Tuesday, March 21, 2006
posted by Q6 at 6:11 PM
Ah, Spring. Baseball fanatics awake from hibernation, seasonal fruit returns from its winter journey, and educators begin a game of career-based musical chairs. Although the school year begins in September (and one would think that the educational draft pick occurs over the summer), the choice jobs are all usually gone by the end of April. So educators (particularly administrators) seeking change will begin looking as early as November. With the ease of the Internet these days, it's not hard to see what positions are available (in California we use Edjoin.org); I peruse them every once in a while, though I've already received my contract for next year. It's nice, occasionally, to see what shade of green the neighbors' grass is. Administrative shifts in any school district are a lot like reality TV: we pay attention to see what effects politics, rumor, scandal, and nepotism can have on an organization. So says the only administrator not voted off the island last year.
 
Monday, March 20, 2006
posted by Q6 at 10:07 PM
Today I was standing in the front office when a teacher, whom I’ve worked with closely for almost five years and still have no idea where most of his loyalties lie, asked me, “Hey, is that a new shirt and tie?”

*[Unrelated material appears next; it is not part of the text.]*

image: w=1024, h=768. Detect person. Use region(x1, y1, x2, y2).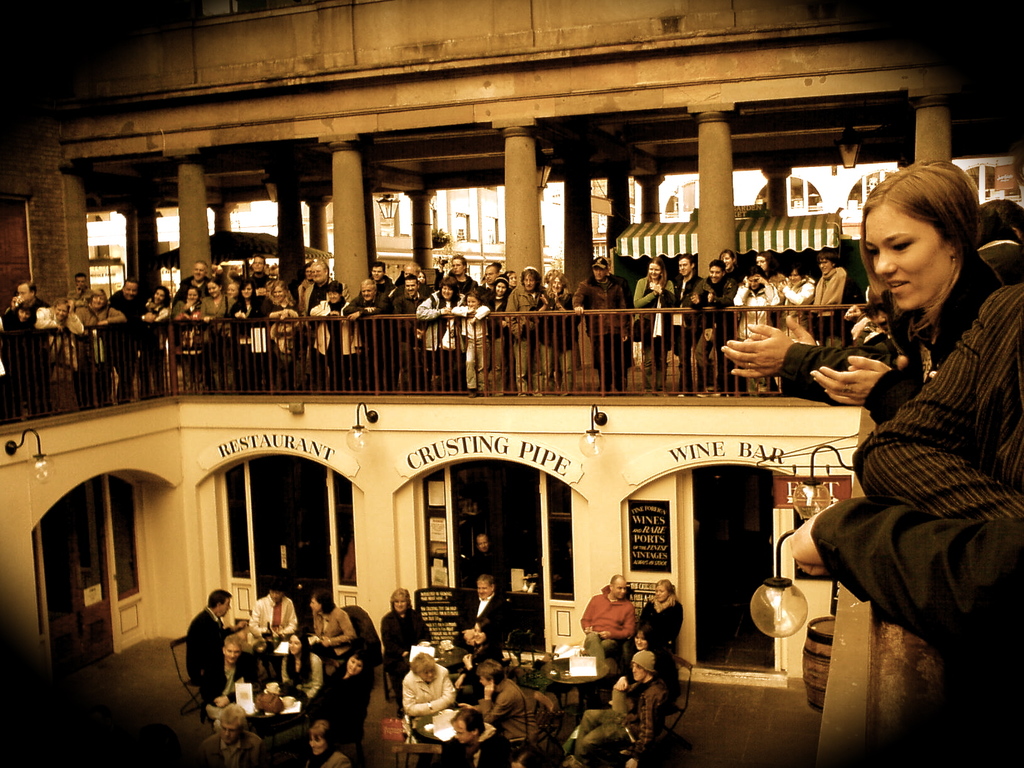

“No,” I replied. He looked me over a second time.

“Are you sure?”

I just stood there and blinked for a moment. In that blink, a myriad of responses filled my brain—it was just a matter of picking one that would work best with someone whose loyalties are still nebulous after five years. Among the best of these possible responses were:

(a) “Well, I haven’t been shirt shopping in about two years, so I suppose it has a lot to do with how you’re defining ‘new’.”
(b) “Actually, I think this was a shirt my ex-wife gave me; and since I pitched her over the side a year and a half ago, yes, I’m pretty sure.”
(c) “Yeah, I’m sure.”

I went with (c). Since my wardrobe was clearly taxing him enough, hitting him with wit was hardly fair. It makes me wonder, though, about the environment I’m in and the people I’m working with.
 
Monday, March 13, 2006
posted by Q6 at 4:09 PM
Measure A is a bond measure which provided schools in our area with an obscene amount of modernization money—money which, apparently, we can only receive if we use it to modernize things like paint, lights, and flooring (things that are, in school terms, highly perishable and anything but “modern”). The entire program also seems to insure that certain aspects of our facility that failed to function properly would, when modernization is complete, still fail to function.

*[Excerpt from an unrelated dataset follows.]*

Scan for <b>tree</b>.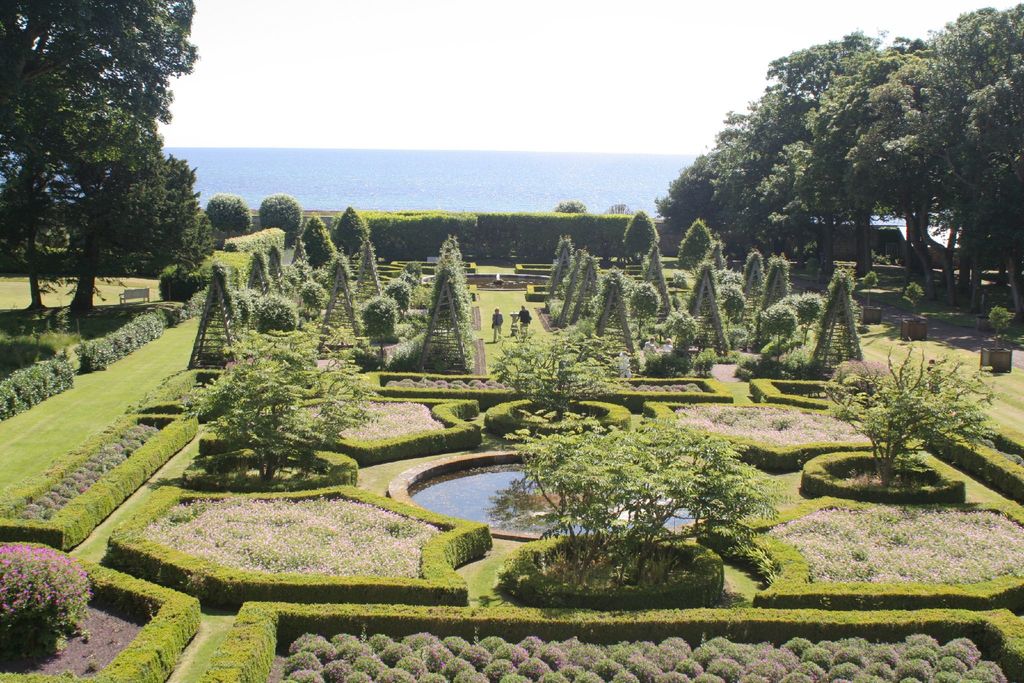
Scan result: Rect(811, 270, 887, 377).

Case in point: the English Department Office. (I refer to it as “the fishbowl” for two reasons: first, it is a six-by-six foot room that is entirely encased in glass and sits in a high-traffic hallway for everyone to see; second, I have a penchant for assigning quippy names for things, names that almost always fail to catch on.) This little cell has never had appropriate climate control, which is to say the air conditioning works far too well. As a result, English teachers have spent their supplementary grading time in the library, in classrooms, and even in the front office where certain administrators (myself excluded) think it a terrible idea to actually present the idea that someone is working harder than they are.

Measure A has now finished that part of campus in which the frozen fishbowl is contained, and its Arctic climes continue to drive working people into the light of day. We are, if nothing else, terribly consistent.